Angels for Frye belonged to a complex of entities he called the world of “fairies and elementals.”  In his notebooks he keeps promising himself to write an article of “fairies and elementals” (On the topic, see Late Notebooks [CW 5], 189–90, 195, and Notebooks and Lectures on the Bible [CW 13], 54; Notebooks on Romance [CW 15] 143, 144; Notebooks for “Anatomy of Criticism” [CW 23], Notebook 25, par. 7 [unpublished but posted in the Library as sect. 7 of “Unpublished Notes”]).  He never got around to writing the article, but there are hints here and there about what the article would contain.  At one point in his Great Code notebooks Frye appears to conceive of three strands in the “elemental” esoteric traditions:

1.  The fairy world itself

2.  The bardo world

3.  The “total magnet or anima mundi which accounts for mesmerism, telepathy, clairvoyance, second sight & magical healing cures” (Notebooks and Lectures on the Bible, 54).  Frye sometimes calls this third strand the soul-world or Akasa (Sanskrit for “space” or “ether”), a term that he adapted from Madame Blavatsky.  Angels belong to what he refers to as “non-human forms of more or less conscious existence” (ibid.)  In Anatomy of Criticism, these “forms” belong to the existential projection of romance (64), meaning that the writers of romance accept the world of fantasy as “true” and so populated their stories with angels, fairies, ghosts, demons, and the like.  Angels, of course, occupy their place in Frye’s accounts of the ladder of being on the rung between the human and the divine.  They belong as well, in Blake’s four‑storied cosmos, to Beulah, and they are a part of what Frye called in his first essay on Yeats “the hyperphysical world” (Fables of Identity, 227).  Twenty years later he describes this world as

the world of unseen beings, angels, spirits, devils, demons, djinns, daemons, ghosts, elemental spirits, etc.  It’s the world of the “inspiration” of poet or prophet, of premonitions of death, telepathy, extra-sensory perception, miracle, telekinesis, & of a good deal of “luck.”  In the Bible it’s connected with Lilith & other demons of the desert, with the casting out of devils in the gospels, with visions of angels, with thaumaturgic feats like those of Elijah & Elisha, & so on.  Fundamentally, it’s the world of buzzing though not booming confusion that the transistor radio is a symbol of.  (Notebooks and Lectures on the Bible, 90)

II

I wonder if in Frye’s anguished katabatic experience of Helen’s death in Cairns we might not have a conjunction of the oracle and wit insight that was the essence of his Seattle epiphany.  This occured to me by looking again at the ultimate and penultimate remarks of Helen before she died––after which Jane Widdicombe becomes a guardian angel.

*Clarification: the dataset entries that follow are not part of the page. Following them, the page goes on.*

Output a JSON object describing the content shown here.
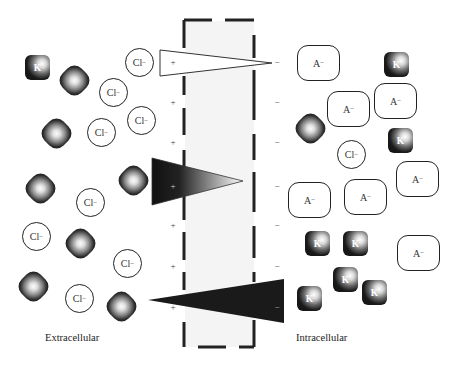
{
  "labels": {
    "extracellular": "Extracellular",
    "intracellular": "Intracellular"
  },
  "ion_symbols": {
    "chloride": "Cl",
    "potassium": "K",
    "sodium": "Na",
    "anion": "A",
    "minus": "−",
    "plus": "+"
  },
  "membrane": {
    "outer_side_charge": "+",
    "inner_side_charge": "−"
  },
  "gradients": [
    {
      "ion": "Cl−",
      "shape": "white triangle",
      "wide_side": "extracellular"
    },
    {
      "ion": "Na+",
      "shape": "black-to-white gradient triangle",
      "wide_side": "extracellular"
    },
    {
      "ion": "K+",
      "shape": "black triangle",
      "wide_side": "intracellular"
    }
  ],
  "colors": {
    "ion_dark": "#111111",
    "outline": "#222222",
    "membrane_fill": "#f4f4f4"
  }
}
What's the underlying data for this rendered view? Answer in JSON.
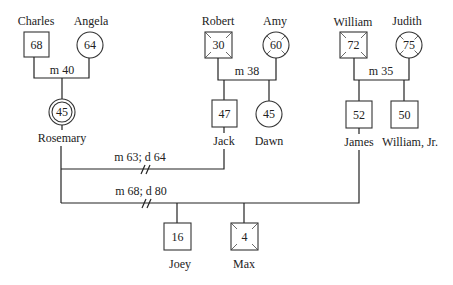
{
  "diagram": {
    "type": "genogram",
    "people": {
      "charles": {
        "name": "Charles",
        "age": "68",
        "sex": "male",
        "deceased": false
      },
      "angela": {
        "name": "Angela",
        "age": "64",
        "sex": "female",
        "deceased": false
      },
      "robert": {
        "name": "Robert",
        "age": "30",
        "sex": "male",
        "deceased": true
      },
      "amy": {
        "name": "Amy",
        "age": "60",
        "sex": "female",
        "deceased": true
      },
      "william": {
        "name": "William",
        "age": "72",
        "sex": "male",
        "deceased": true
      },
      "judith": {
        "name": "Judith",
        "age": "75",
        "sex": "female",
        "deceased": true
      },
      "rosemary": {
        "name": "Rosemary",
        "age": "45",
        "sex": "female",
        "index_person": true
      },
      "jack": {
        "name": "Jack",
        "age": "47",
        "sex": "male",
        "deceased": false
      },
      "dawn": {
        "name": "Dawn",
        "age": "45",
        "sex": "female",
        "deceased": false
      },
      "james": {
        "name": "James",
        "age": "52",
        "sex": "male",
        "deceased": false
      },
      "william_jr": {
        "name": "William, Jr.",
        "age": "50",
        "sex": "male",
        "deceased": false
      },
      "joey": {
        "name": "Joey",
        "age": "16",
        "sex": "male",
        "deceased": false
      },
      "max": {
        "name": "Max",
        "age": "4",
        "sex": "male",
        "deceased": true
      }
    },
    "relationships": {
      "charles_angela": "m 40",
      "robert_amy": "m 38",
      "william_judith": "m 35",
      "rosemary_jack": "m 63; d 64",
      "rosemary_james": "m 68; d 80"
    }
  }
}
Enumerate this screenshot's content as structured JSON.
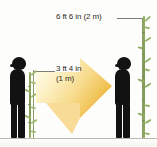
{
  "figure": {
    "title_visible": false,
    "background_color": "#fdfdfb",
    "ground_color": "#b9b7ae"
  },
  "labels": {
    "tall_measure": "6 ft 6 in (2 m)",
    "short_measure_line1": "3 ft 4 in",
    "short_measure_line2": "(1 m)"
  },
  "captions": {
    "left": "",
    "right": ""
  },
  "colors": {
    "arrow_light": "#fdf6d8",
    "arrow_dark": "#f0c14b",
    "bamboo_green": "#8fa95f",
    "post_green": "#8d9a63",
    "silhouette": "#121212",
    "leader": "#7d7d72"
  },
  "elements": {
    "left_person_name": "child-silhouette-left",
    "right_person_name": "child-silhouette-right",
    "left_plant_name": "bamboo-short",
    "right_plant_name": "bamboo-tall",
    "arrow_name": "growth-arrow"
  }
}
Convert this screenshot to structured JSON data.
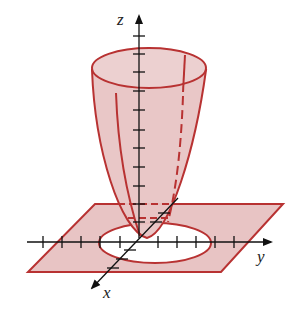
{
  "figure": {
    "axes": {
      "x_label": "x",
      "y_label": "y",
      "z_label": "z"
    },
    "colors": {
      "surface_fill": "#e8c4c4",
      "surface_stroke": "#b83232",
      "axis": "#111111",
      "background": "#ffffff"
    }
  }
}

The oracle: “Besides, when Jane told her she was in hospital and had to get better before she could go home, she said ‘I can take that from you.’  When I tried to say the same thing, she said ‘Don’t be so portentous.’  It was the last thing she said to me, and it sounds like an oracle.  Meanwhile there is Jane, a daughter sent by God instead of nature.  Guardian angels take unexpected but familiar forms, as in Homer” (Late Notebooks, CW 5, 137–8).

The wit: “She died at 3.10 p.m. on August 4 (the medical attendants said 3.30, but I happen to know when she actually left me).  She was a gentle and very pure spirit, however amused or embarrassed she might be to hear herself so described.  The day before her death the intravenous machine ran out of fluid and started ticking:  Helen opened an eye and said “Is that your pet cricket?”  I am grateful that in practically the last thing I heard her say there was still a flash of the Helen I had known and loved for over fifty years” (“Memoir,” Northrop Frye’s Fiction and Miscellaneous Writings, CW, 42).

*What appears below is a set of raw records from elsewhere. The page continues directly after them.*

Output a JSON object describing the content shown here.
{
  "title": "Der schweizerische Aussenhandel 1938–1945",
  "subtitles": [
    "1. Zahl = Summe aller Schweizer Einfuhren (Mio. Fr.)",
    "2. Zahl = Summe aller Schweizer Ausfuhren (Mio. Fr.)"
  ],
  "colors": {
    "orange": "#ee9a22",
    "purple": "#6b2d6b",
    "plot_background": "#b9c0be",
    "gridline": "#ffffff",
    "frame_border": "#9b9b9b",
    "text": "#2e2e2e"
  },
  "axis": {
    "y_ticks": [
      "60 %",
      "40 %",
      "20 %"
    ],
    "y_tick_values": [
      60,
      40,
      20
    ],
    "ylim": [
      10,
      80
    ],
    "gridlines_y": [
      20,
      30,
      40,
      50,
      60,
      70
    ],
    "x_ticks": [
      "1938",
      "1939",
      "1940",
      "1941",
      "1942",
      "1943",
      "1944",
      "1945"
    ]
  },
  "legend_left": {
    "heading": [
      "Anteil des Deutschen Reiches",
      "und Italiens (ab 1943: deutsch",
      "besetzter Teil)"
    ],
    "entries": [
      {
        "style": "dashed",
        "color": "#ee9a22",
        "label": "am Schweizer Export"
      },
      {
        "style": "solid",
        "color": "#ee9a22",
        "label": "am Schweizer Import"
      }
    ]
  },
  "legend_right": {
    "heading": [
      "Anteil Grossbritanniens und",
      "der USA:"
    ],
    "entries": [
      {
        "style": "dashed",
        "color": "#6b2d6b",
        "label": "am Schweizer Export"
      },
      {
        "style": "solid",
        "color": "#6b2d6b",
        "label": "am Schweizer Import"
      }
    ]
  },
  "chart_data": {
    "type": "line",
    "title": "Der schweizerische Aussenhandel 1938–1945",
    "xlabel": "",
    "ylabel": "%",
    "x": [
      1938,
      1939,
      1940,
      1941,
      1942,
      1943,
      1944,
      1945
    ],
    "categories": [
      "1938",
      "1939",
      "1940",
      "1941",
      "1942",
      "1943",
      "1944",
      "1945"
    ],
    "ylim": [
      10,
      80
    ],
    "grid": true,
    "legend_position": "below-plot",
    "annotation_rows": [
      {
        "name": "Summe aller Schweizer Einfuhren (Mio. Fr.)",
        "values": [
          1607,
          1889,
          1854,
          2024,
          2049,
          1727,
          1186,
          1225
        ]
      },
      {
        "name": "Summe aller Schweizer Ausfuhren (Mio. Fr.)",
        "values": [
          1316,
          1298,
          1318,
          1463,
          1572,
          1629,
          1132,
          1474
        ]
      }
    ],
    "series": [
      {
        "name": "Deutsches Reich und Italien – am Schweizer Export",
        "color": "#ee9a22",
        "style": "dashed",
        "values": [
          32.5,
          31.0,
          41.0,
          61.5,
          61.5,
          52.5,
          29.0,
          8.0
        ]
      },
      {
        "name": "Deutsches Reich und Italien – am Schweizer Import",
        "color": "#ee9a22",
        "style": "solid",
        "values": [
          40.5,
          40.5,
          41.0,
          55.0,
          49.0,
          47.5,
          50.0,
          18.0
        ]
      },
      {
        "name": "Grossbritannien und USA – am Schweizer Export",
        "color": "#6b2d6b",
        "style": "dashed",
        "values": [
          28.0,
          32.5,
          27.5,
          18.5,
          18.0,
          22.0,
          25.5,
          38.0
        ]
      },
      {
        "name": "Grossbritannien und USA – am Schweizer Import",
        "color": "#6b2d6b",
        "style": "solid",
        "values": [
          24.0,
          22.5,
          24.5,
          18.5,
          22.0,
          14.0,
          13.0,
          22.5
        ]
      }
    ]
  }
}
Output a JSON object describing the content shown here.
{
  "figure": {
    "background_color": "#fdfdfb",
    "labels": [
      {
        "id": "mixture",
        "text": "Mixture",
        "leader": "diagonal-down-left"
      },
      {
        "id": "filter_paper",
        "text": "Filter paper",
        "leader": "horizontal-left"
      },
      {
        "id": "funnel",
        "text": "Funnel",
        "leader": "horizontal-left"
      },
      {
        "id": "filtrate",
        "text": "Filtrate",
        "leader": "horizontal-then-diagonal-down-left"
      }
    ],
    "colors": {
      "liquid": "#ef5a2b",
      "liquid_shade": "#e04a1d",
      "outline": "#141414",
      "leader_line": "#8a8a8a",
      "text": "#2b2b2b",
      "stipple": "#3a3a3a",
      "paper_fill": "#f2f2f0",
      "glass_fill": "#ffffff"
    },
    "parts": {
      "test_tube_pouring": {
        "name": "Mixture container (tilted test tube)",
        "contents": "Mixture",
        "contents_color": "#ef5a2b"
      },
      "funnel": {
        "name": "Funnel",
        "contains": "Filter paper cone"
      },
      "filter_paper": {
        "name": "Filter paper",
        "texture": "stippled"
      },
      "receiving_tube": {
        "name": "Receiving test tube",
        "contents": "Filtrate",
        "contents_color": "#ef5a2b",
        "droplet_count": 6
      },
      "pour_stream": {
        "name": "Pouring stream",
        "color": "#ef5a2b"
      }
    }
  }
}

Michael Dolzani shows how Frye, in all those passages about Helen in Notebook 44, moves from a negative to a positive faith, having been transported from the abyss where he has confronted her death to some form of apocalyptic revelation, where Helen has now become for him a Beatrice or Laura.  He needs no longer now accuse himself of having murdered her by taking her to Australia.